August 6, 200718 yr A feature request that falls under the usability category: Override of "This disk is larger than parity drive" error -- one should be able to use a drive larger than parity. Of course, the new disks' bytes that are beyond the parity disk size should be unavailable, and this can be made clear when selecting this option. Why? I had a failing drive that was 244GB formatted, 250GB unformatted. So, to replace it, I selected another 250GB unformatted drive that I had, but it formatted out to 245GB. I couldn't use it. My solution was to take a 325GB HD and install it as parity drive, but because of the failing drive it would have taken about a week to rebuild parity. I ended up shutting down the array, installing the 245GB drive, copying over what I could and re-download the remainder and then rebuilt parity. If this feature was available, I would have simply installed the larger drive, and then rebuilt data on the new drive. Not sure if this is technically feasible, but it would have saved a lot of angst/time. Lesson learned: Make your parity drive as large as you can afford -- and significantly larger than any of your other drives!
August 7, 200718 yr The other thing you could have done is called "parity swap". You remove the failing drive and replace it with your current parity drive. Then put your new drive into the parity slot. The system detects this condition and will copy the contents of the old parity (now the new data disk) to the new parity disk, and then rebuild the original data disk.

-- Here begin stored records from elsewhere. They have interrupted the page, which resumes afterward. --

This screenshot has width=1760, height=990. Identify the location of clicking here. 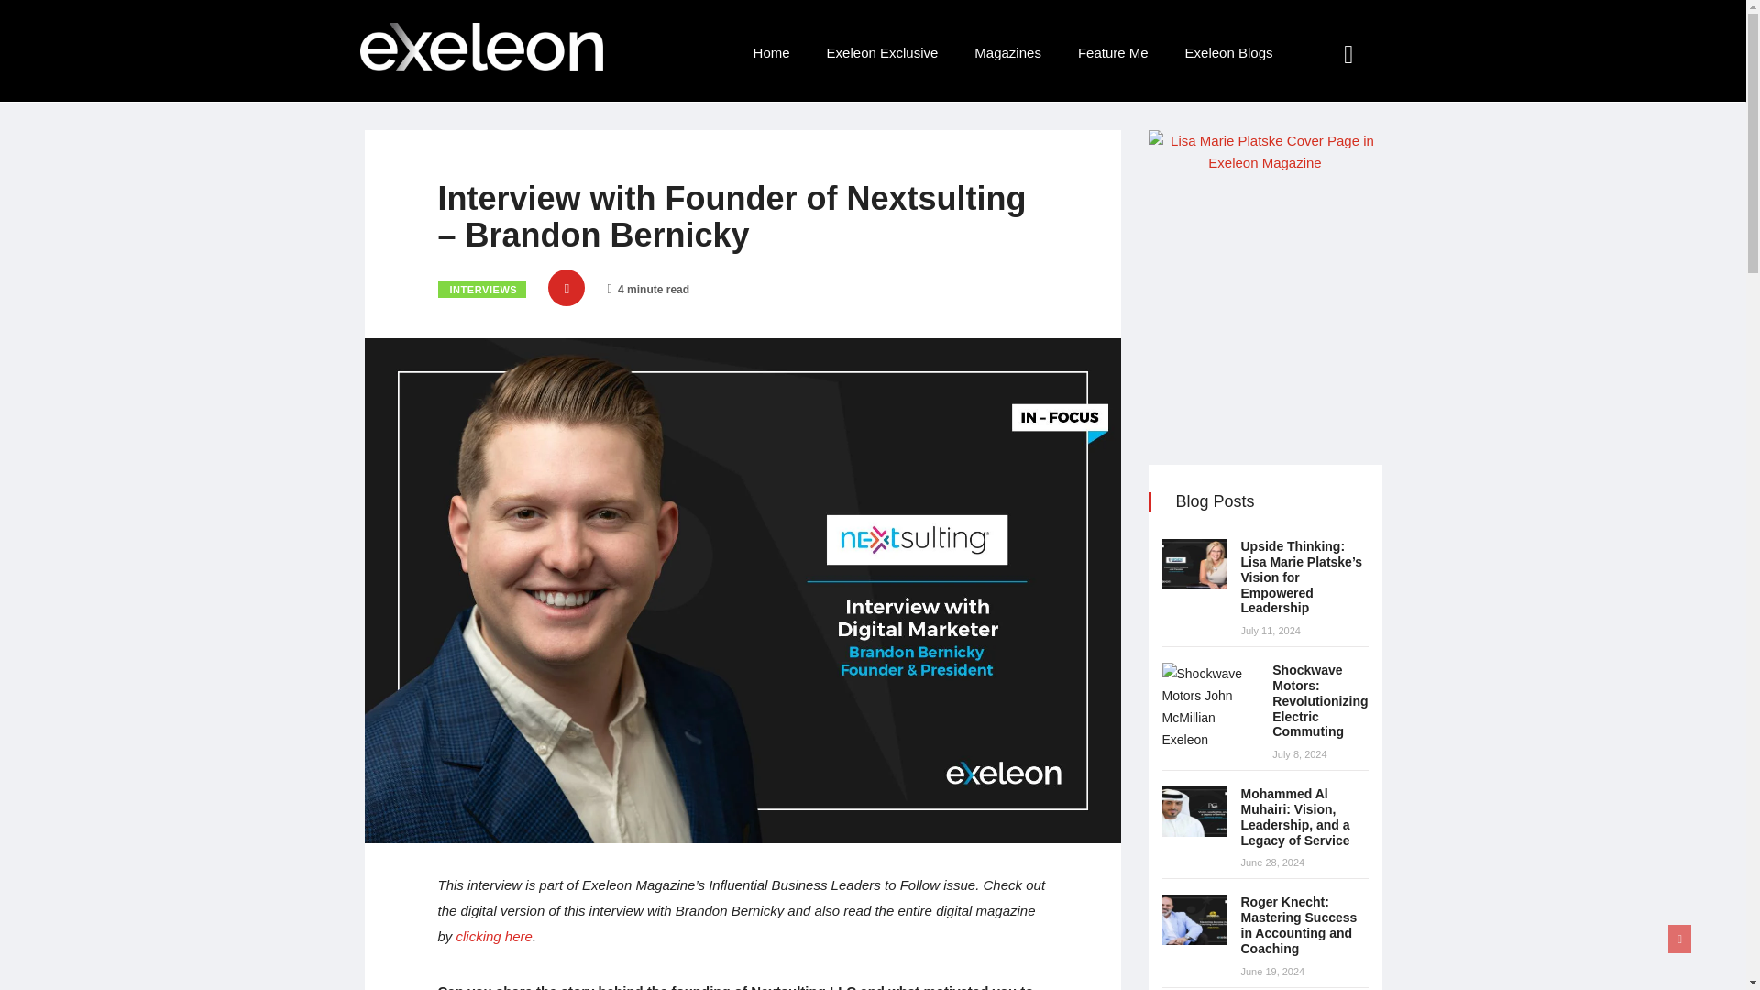
(494, 937).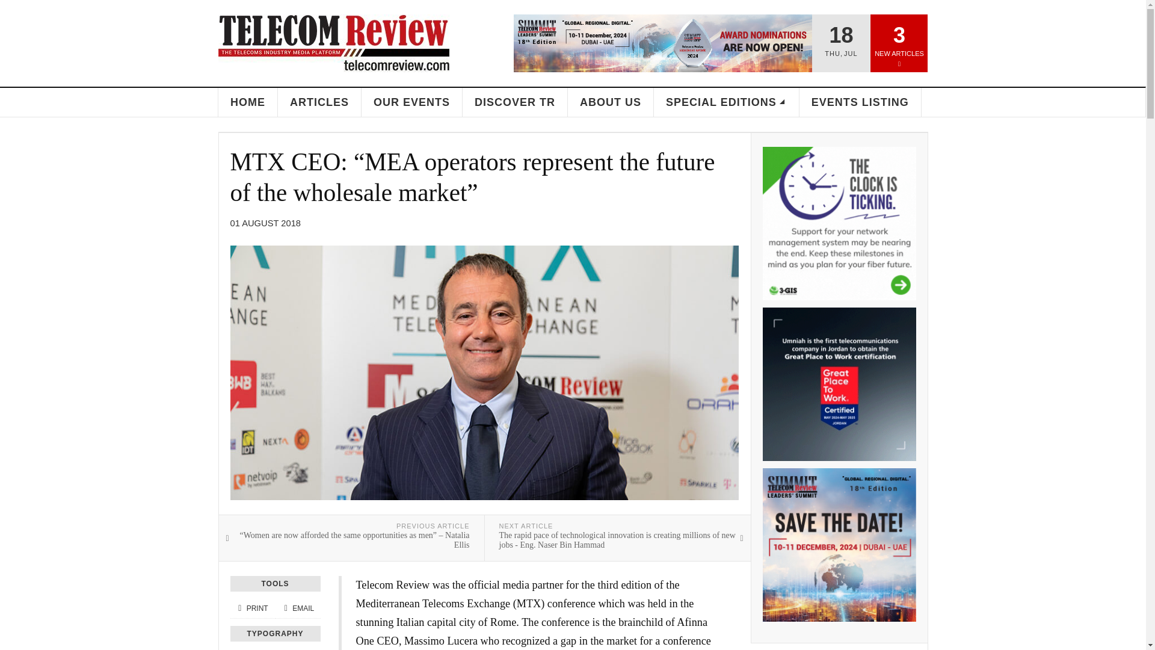  Describe the element at coordinates (333, 43) in the screenshot. I see `Telecom Review` at that location.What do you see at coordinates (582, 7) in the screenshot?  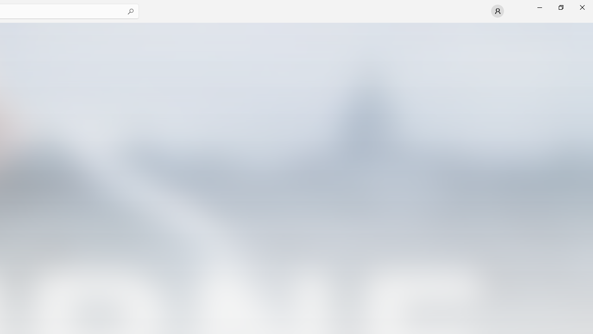 I see `Close Microsoft Store` at bounding box center [582, 7].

August 10, 200718 yr Author The other thing you could have done is called "parity swap". You remove the failing drive and replace it with your current parity drive. Then put your new drive into the parity slot. The system detects this condition and will copy the contents of the old parity (now the new data disk) to the new parity disk, and then rebuild the original data disk. I saw the option for it, but could not figure out how to do it. I assume you mean that one has to physically remove/replace the drives, right? I'll add this to the wiki so someone can benefit from my experience. Thanks Tom!
August 12, 200718 yr I could be wrong, but I think all you have to do is assign the parity drive in the web interface, and assign the old parity drive as your failing drive (e.g., disk x ).